Politics & Lifestyle

Bodies are Diverse. Deal with it.

Posted By

On Oct 11, 2016

By RobotMonkeyA++

One of my oldest friends is pregnant at the moment and it is so amazing to notice how one of the very first things people still ask is “Do you know if it’s a boy or a girl?” Every single movie I’ve ever seen featuring a birth has the doctor, the midwife, the partner, or a shocked bystander shouting “It’s a boy!” or “It’s a girl!” and it’s almost as if the wee one does not really get to exist before that moment. We are called into one of only two kinds of existence with a whole set of clearly defined expectations attached to each by a random.

Frightening stuff indeed.

And since many of us reading and writing for this great site here know, if we try to be our own unique little snowflake and mess (even just a little) with these expectations we get punished and punished hard for doing so.

But what happens if your physical body happens to not conform to these expectations?tumblr_mj9v7o9wQ21rkufsyo1_500

Big-time panic is what happens.

Remember the whole drama around Caster Semenya’s sex a few years ago? Remember the talk about tests to decide whether she’s a man or a woman? Have you ever read about these magical tests that can tell you definitively whether you are a REAL woman or a REAL man?

I bet you haven’t, because they don’t exist.

Sex is incredibly complicated, and the term intersex is actually kind of misleading, because there are so many different forms of intersex and the term in a sense re-establishes a linear story, and our bodies and lives generally are crazy, yet wonderful universes that just refuse to flow along straight lines. One example (amongst a great variety of examples): A person has an XY chromosomal basis, develops testes as a fetus, and produces a lot of testosterone, but lacks the receptors that can hear the testosterone, and therefore doesn’t respond to the testosterone at all. This is known as androgen insensitivity syndrome. So when this child is born she looks like a girl, is raised as a girl, is a girl, develops breasts, but doesn’t get her period, and only upon doing some tests will she figure out that instead of ovaries and a uterus, she has testes and a Y-chromosone.

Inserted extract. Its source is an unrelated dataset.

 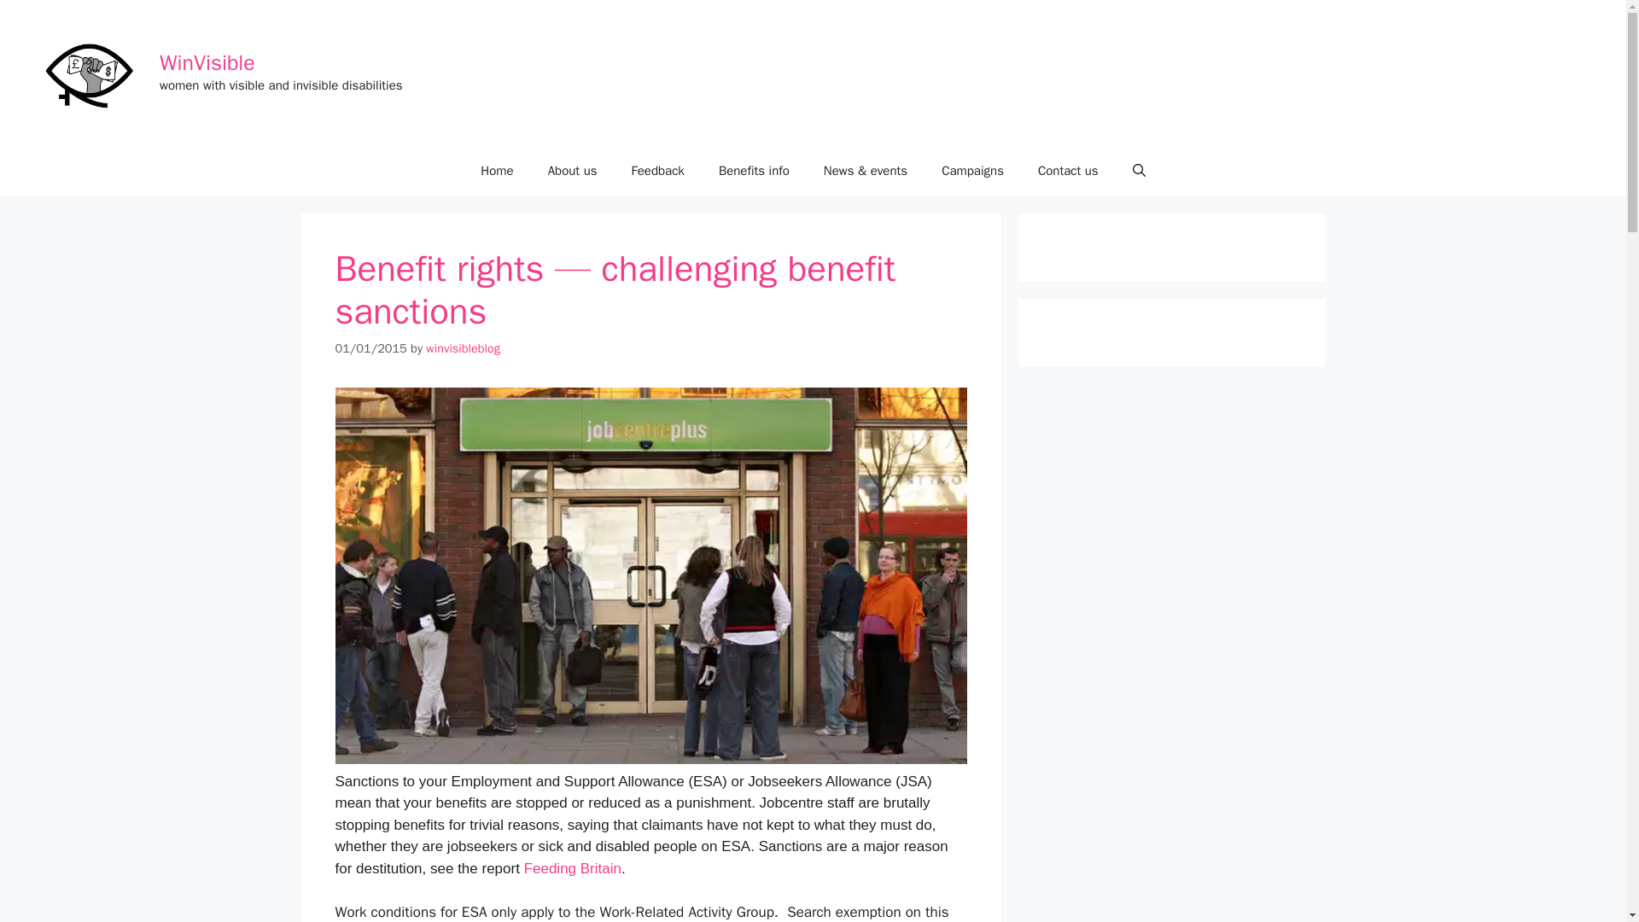 I want to click on WinVisible, so click(x=207, y=62).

Does this mean that she’s really male?

It’s not at all that simple.

Keep in mind that a person whose body is typically female actually does produce androgens and does respond to them, which means that her body’s brain has been exposed to way more androgens than the person with the testes. So who is really more male, and who should be seen as in the middle? This is just one example of a form of intersex, but there are many other kinds of bodies that are not typical. Anne Fausto-Sterling argues for at least 5 different sexes, but in reality there are many more. The illustration below explains in more detail and far better than I can how wonderfully complex sex is:

What is very obvious and important to take note of is that sex comes in lots and lots of different varieties, and within each variety there is a lot of diversity, and we all know if we throw gender into the mix too this diversity just explodes all over. So who gets to draw the line?

Sadly, far too often still, surgeons do.
Bodies that do not conform to our social categories of what a boy’s body should look like, or what a girl’s body should look like often get cut up to make them fit within these social categories.

The thing of course with surgery is that it is irreversible, plus this kind of surgery has nothing to do with the child’s health. Most of the time intersex infants are perfectly healthy. So not just surgery, but cosmetic surgery performed on a person without their consent. Surgery is also what is very likely going to lessen or even destroy sexual sensation in the genital area for this individual. Forever. The very real possibility of no orgasm. Ever. If that isn’t bad enough, the surgery revolves around making stereotypical hetero penis-in-vagina sex possible. So right there the doctors also make it their business to decide for you what kind of sex you will be interested in as an adult. Also, chances are pretty good that this surgery will lead to major health, not to mention mental health issues for you.

The scientifically complex instrument used to decide whether surgery should be performed or not?

A ruler. Or maybe in a fancy clinic, a tape measure.

phallometer

Yep. The 2.5cm rule is a thing.

So clearly this is barbaric and needs to stop.

But sadly, that is not the worst of it.

I recently attended a talk by all-round incredible individual and intersex activist Sally Gross who informed us that in the Northern Cape in South Africa something even more sinister is going down, and has most likely been going down for a long-long time. A local LGBTI organization, LEGBO conducted interviews with 90 midwives in the Kuruman area in 2010 and a shocking 88 of them reported that they twist the necks in order to kill infants born with genitalia that don’t fit the social norm, believing the family to be bewitched or cursed. The mother is then told that the child was stillborn.

Authorities have been informed, sector 9 institutions, the Medical Research Council have been informed, and the response so far: silence.

So basically mass murder that continues unabatedly, and we are A-OK with it. tumblr_mdkg60Hmmh1rze9suo1_500

What does it mean in terms of our humanity and the health of our communities when we allow certain lives to be seen as not worth our time and just not worth our grief? Not worth to have a chance at life at all? Have we not seen enough of this kind of thinking with Colonialism, the Rwandan genocide,the holocaust, present day American imperialist wars, apartheid?